Buildlog.net Arduino Stepper Shield From Reactive Substance

For those searching for a solution for the control electronics of the eShapeOko, search no more!  We have the Arduino Uno-compatible buildlog.net stepper shield, the Reactive Substance version.  We have only the bare PCB for now, so you still need the parts (eight capacitors, one resistor, an optional reset switch, and assorted headers) and three or four Pololu A4988 driver carrier boards (available in the UK, for example, from Proto-PIC).  Thanks to Bart Dring for designing this board, and to Reactive Substance for letting us distribute it in the UK!

While the yellow on black is not my cup of tea (and I drink coffee anyway), the black helps with heat dissipation, and the board is very good quality, 2 oz copper (double the usual thickness), very nicely made.  Pololu also make a slightly more expensive version of their driver carrier board in black, also with 2 oz copper, which helps with heat dissipation.  Still, a fan is essential for higher currents.

We’re trying to get all the components for a complete kit, hopefully soon.

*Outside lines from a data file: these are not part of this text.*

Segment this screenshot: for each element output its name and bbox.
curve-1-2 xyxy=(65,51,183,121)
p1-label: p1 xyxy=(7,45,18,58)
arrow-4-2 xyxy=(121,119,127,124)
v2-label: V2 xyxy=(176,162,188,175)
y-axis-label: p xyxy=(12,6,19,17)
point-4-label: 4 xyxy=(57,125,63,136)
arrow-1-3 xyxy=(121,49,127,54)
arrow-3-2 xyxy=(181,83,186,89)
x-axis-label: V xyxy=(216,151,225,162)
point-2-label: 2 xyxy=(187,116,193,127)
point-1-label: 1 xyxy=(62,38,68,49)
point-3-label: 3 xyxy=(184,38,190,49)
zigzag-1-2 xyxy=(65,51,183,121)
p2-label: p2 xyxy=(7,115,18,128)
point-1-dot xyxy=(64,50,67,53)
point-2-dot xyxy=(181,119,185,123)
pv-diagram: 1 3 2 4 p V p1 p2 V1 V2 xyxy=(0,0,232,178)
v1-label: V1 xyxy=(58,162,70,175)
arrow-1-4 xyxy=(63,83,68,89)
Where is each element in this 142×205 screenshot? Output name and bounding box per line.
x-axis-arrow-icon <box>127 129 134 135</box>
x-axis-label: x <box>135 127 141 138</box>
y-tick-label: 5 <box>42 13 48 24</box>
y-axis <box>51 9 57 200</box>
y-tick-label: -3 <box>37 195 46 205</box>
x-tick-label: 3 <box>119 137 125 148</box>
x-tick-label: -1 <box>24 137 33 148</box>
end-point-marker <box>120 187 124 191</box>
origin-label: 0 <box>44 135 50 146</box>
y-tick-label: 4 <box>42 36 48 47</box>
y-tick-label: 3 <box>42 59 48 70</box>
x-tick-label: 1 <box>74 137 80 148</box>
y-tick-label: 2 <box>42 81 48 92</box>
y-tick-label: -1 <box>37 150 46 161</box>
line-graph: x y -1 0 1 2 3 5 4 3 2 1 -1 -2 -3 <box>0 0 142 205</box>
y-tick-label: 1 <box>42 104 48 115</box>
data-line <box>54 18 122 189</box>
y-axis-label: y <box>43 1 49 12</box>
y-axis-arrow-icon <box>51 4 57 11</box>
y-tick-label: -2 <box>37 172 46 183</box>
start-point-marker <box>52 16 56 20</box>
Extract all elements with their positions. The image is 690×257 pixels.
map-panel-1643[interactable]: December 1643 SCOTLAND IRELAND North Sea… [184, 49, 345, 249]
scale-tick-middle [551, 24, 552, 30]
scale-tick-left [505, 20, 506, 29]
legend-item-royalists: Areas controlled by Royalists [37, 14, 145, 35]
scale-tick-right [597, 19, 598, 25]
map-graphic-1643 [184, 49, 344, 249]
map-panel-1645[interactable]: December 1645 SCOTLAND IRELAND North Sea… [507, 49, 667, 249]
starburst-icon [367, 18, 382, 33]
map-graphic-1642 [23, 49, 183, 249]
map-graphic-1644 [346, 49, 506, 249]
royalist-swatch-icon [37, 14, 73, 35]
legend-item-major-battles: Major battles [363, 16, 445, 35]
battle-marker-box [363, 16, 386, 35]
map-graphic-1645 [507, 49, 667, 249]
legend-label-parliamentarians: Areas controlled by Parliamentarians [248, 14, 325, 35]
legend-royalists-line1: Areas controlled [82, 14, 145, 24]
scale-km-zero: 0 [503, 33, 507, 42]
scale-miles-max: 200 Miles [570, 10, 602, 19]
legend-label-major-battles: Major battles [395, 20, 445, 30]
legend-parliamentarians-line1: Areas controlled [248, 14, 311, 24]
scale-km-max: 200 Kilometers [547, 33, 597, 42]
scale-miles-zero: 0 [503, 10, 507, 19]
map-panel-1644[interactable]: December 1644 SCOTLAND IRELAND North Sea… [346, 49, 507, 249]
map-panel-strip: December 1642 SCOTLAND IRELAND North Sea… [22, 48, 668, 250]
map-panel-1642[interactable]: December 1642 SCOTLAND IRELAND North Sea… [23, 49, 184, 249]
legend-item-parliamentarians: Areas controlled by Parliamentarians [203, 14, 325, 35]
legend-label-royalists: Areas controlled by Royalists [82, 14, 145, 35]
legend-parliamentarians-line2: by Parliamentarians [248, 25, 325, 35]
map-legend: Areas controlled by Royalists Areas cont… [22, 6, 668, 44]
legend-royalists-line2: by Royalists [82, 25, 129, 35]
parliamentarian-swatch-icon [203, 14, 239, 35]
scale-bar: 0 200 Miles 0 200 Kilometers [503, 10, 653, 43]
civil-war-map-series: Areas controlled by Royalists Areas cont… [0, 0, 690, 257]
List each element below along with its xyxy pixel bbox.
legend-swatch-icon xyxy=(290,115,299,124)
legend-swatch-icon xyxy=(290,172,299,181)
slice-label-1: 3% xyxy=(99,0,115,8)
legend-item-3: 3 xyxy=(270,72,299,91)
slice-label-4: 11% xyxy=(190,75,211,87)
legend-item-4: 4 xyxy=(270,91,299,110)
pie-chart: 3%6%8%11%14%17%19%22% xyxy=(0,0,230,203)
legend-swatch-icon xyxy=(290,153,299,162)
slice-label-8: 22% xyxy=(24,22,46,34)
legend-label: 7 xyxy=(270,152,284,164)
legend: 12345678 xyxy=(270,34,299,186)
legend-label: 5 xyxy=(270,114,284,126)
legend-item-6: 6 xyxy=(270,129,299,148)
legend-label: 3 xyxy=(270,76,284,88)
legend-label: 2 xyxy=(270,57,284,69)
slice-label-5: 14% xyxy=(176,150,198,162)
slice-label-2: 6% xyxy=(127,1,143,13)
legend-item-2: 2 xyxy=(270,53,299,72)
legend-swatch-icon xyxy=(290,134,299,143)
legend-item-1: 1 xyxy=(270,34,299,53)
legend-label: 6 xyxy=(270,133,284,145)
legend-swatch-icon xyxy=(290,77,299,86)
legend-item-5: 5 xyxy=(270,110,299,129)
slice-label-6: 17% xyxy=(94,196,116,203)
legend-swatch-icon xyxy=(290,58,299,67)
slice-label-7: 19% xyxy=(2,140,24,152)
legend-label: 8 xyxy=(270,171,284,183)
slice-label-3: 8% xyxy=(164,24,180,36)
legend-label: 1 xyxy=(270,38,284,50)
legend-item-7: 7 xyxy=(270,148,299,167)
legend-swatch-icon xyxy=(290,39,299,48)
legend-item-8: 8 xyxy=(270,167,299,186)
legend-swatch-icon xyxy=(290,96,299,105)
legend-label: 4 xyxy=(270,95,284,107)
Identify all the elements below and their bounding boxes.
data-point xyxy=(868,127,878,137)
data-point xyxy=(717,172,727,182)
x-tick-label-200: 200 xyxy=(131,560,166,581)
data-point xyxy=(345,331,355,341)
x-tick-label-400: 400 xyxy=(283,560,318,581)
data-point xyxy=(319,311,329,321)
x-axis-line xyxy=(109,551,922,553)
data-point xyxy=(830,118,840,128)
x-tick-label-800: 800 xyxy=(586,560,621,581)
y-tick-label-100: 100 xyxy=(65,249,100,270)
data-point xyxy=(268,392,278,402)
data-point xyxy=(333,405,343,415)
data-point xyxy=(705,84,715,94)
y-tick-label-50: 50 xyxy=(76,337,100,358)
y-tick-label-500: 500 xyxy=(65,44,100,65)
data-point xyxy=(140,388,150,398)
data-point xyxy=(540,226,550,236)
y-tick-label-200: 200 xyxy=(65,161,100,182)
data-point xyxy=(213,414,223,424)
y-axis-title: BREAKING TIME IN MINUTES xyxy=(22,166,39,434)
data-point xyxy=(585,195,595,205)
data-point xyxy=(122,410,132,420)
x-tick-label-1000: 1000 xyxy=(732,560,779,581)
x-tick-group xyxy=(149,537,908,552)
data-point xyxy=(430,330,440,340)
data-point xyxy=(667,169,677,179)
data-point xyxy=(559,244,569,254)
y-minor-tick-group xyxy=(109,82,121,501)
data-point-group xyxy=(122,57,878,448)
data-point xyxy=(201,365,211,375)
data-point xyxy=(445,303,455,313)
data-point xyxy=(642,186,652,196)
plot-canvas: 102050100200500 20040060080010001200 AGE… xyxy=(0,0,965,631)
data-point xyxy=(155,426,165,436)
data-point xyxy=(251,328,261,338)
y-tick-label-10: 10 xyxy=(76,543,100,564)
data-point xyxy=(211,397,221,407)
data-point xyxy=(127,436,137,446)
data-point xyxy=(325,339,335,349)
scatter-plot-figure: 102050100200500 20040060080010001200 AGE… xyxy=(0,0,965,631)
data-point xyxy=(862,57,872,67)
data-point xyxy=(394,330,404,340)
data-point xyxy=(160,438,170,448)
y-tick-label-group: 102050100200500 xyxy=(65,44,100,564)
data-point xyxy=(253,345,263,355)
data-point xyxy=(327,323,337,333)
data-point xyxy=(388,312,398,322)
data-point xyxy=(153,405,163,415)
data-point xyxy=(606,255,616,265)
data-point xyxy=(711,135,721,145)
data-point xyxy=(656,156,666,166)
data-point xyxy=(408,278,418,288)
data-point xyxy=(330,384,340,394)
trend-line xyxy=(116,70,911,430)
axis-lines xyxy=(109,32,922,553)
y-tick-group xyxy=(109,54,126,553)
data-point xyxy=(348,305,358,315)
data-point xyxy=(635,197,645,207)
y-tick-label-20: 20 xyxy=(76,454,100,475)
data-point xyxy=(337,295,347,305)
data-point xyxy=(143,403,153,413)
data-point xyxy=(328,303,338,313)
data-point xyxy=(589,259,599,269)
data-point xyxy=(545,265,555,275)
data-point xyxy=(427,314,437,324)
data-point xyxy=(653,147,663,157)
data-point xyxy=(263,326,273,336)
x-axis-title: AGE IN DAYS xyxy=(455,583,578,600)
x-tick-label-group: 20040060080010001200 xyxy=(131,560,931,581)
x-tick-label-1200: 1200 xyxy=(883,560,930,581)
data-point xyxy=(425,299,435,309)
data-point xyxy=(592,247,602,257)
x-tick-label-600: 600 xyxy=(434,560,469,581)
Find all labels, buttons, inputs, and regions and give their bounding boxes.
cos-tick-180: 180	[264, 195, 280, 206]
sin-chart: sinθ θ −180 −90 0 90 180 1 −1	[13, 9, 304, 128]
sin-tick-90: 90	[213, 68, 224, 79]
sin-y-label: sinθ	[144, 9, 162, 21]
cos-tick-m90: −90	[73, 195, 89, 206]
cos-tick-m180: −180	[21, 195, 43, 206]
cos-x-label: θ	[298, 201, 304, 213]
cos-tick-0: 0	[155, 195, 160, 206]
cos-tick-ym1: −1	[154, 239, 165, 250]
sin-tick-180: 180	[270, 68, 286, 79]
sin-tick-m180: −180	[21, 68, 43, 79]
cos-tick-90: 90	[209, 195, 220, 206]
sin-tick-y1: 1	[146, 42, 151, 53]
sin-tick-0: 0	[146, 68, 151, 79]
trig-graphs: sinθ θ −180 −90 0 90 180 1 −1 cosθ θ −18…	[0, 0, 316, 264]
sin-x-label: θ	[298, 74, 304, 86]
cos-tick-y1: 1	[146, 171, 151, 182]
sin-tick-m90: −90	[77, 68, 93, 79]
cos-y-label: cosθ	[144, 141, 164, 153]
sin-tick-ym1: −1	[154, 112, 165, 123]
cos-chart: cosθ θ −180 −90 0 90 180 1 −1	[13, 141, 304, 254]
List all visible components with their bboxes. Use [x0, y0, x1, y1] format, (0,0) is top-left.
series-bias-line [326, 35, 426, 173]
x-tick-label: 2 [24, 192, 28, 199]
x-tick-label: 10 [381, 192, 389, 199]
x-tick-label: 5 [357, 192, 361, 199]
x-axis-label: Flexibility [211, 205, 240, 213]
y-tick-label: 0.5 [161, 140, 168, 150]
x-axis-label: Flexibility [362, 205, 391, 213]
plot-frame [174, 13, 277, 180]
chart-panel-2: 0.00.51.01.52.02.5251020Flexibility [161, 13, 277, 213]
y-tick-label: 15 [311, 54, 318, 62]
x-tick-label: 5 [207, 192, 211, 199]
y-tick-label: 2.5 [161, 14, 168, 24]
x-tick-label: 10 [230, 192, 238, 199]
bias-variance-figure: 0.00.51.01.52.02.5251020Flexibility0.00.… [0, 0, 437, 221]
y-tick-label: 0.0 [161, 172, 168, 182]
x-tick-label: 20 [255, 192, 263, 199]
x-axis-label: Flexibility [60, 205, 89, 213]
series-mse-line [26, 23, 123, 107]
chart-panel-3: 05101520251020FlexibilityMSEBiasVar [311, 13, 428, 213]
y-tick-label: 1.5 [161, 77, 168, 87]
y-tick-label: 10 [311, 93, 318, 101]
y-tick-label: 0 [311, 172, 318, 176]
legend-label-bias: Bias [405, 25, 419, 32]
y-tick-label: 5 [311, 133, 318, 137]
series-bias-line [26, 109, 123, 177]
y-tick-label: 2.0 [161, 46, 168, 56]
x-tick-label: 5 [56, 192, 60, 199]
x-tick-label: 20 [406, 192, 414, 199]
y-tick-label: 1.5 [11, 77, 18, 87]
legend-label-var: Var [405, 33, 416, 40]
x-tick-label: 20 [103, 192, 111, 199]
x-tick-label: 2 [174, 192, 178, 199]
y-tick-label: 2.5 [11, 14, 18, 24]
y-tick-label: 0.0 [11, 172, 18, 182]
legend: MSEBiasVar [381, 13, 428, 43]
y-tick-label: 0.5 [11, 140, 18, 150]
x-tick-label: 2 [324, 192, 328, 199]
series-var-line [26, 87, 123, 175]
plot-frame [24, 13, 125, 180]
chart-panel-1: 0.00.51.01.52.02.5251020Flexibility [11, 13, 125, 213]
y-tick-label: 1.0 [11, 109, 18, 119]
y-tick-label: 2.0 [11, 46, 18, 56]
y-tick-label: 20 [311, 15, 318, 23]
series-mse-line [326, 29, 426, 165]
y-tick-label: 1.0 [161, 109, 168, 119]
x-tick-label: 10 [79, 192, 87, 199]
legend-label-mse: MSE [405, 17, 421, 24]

This is the link to the store.

MakerSlide Being Manufactured

Finally, the die has been fixed, a good sample produced, and a batch of MakerSlide is scheduled to be extruded today.  It still needs to be cut, anodised, re-cut, packaged and delivered, which could take anywhere between one and three weeks, so we’re still not sure when we’ll have it.

The toothed belt pulleys haven’t arrived yet either.  The UK distributor, who imports them from the US, told me last week that the factory in New York was still without power following Hurricane Sandy.  I’m not sure who will win the race of delaying the second batch of eShapeOko kits, the pulleys or the rail…

MakerSlide Profile To Change

The extrusion sample looks much better this time, but the extruder reckons that the imbalance of pressure around that hole will break the mandrel again very soon.  They proposed a change in the profile of the rail to work around that.  You can read about it in Harry’s Ulule update.  I don’t mind the change, but I don’t understand why there was a problem in the first place.  Some standard extrusion profiles (for example, the 4060 and 4080 profiles in the MISUMI HFS5 series) have holes just like the MakerSlide, with three webs meeting at one square core with a rounded fourth corner without a web.  I would have imagined that this was a known problem with a known solution, not something that came as a surprise and required repairs and changes after the die was manufactured.

It is cold comfort to know that Bart Dring’s original MakerSlide, and later Inventables’, have been plagued by the same type of problem at one point or another.  It only reinforces my opinion that the problem is common enough that it should have been foreseen and taken into account when designing the die.

We don’t know yet how much this change will delay the availability of the rail.

Getting Closer To Reap Locally Grown MakerSlide

The extrusion die has been repaired, and the extruder ran a sample through it. However — and I can’t stop thinking of the opening credits of The Simpsons — they clocked out before someone had a chance to inspect the result, so we don’t know whether it was good or bad, yet.

If the sample was good, we should have a harvest of UK-grown MakerSlide in about two weeks, and the second batch of eShapeOko kits can ship soon after.  The other missing piece, the toothed belt pulleys, is due to arrive before that (but it has already been delayed once, so I’m taking that with a grain of salt).